■ HOW TO COMPLETE THIS TASK ■
Print the lines in the listing below starting at the line with "This screenshot has width=831, height=467." and ending at the line with "Describe the element", both included. Reproduce them exactly and omit every picture.

■ DATA TO PROCESS ■
★ ★ ★ ★ ★ ★ ★

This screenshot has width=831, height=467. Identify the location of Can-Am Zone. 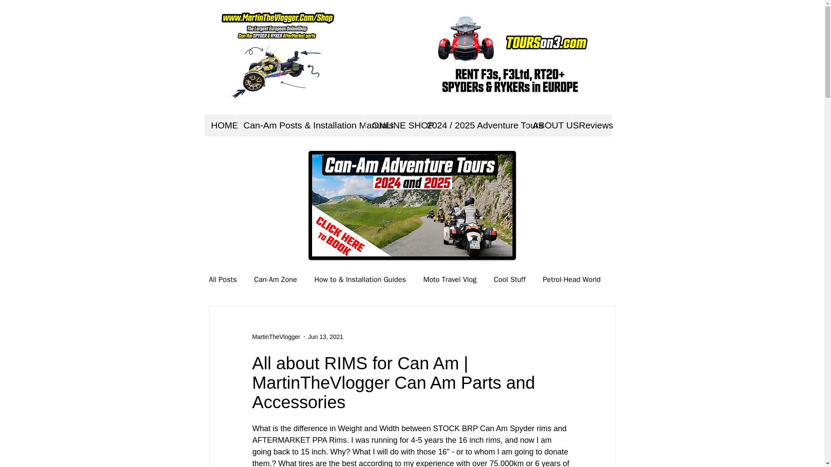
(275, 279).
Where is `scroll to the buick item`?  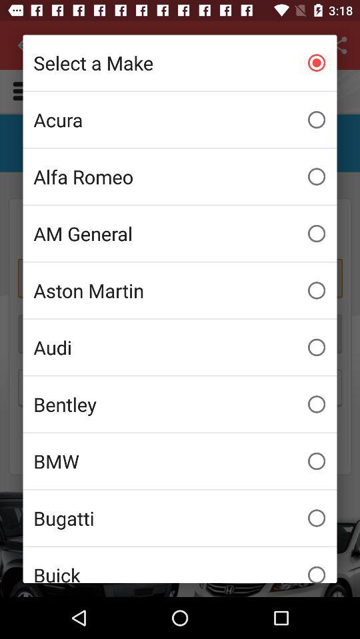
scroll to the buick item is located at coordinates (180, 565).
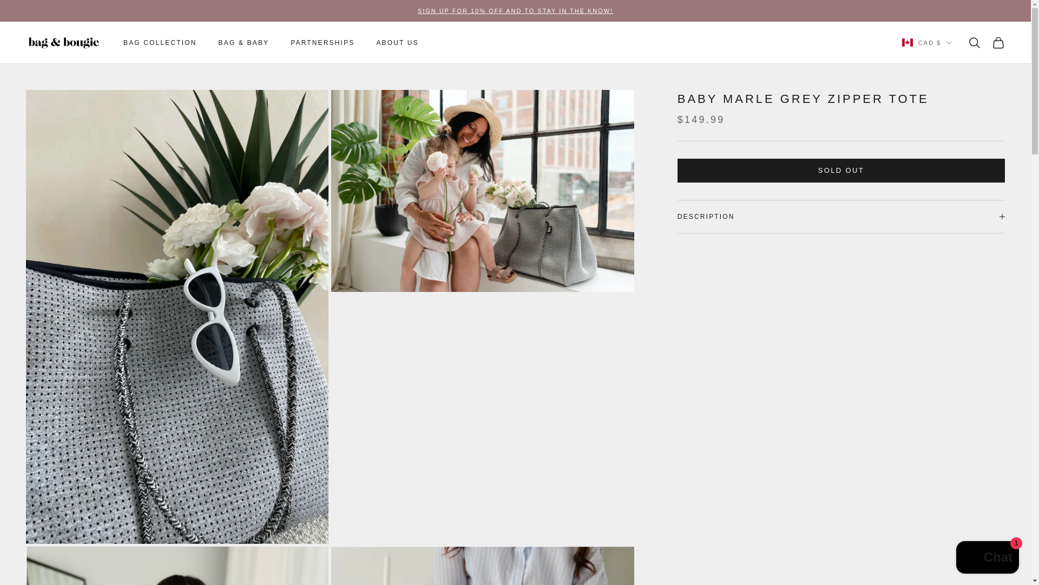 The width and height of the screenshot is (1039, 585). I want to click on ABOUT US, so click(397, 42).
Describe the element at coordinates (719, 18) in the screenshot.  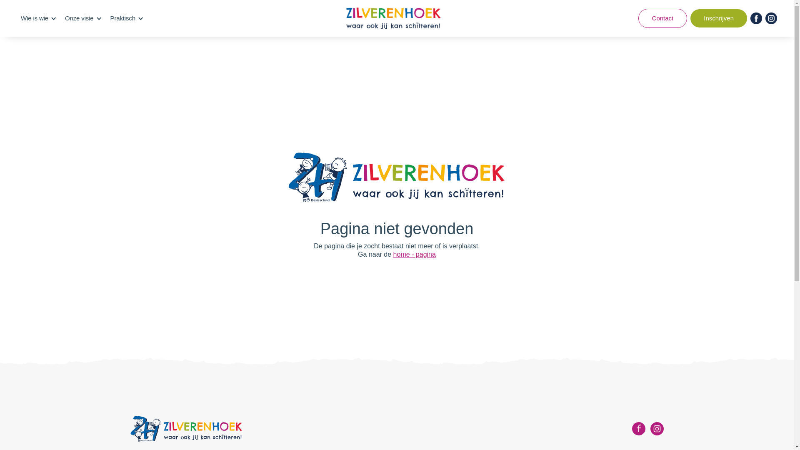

★ ★ ★ ★ ★ ★ ★

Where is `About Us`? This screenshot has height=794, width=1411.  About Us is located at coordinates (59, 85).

★ ★ ★ ★ ★ ★ ★

■ RESPONSE FOR THIS EXERCISE ■
This screenshot has width=831, height=467. Identify the location of Can-Am Zone. 
(275, 279).
Where is `scroll to the buick item`?  
scroll to the buick item is located at coordinates (180, 565).
 The width and height of the screenshot is (1039, 585). I want to click on ABOUT US, so click(397, 42).
Describe the element at coordinates (719, 18) in the screenshot.  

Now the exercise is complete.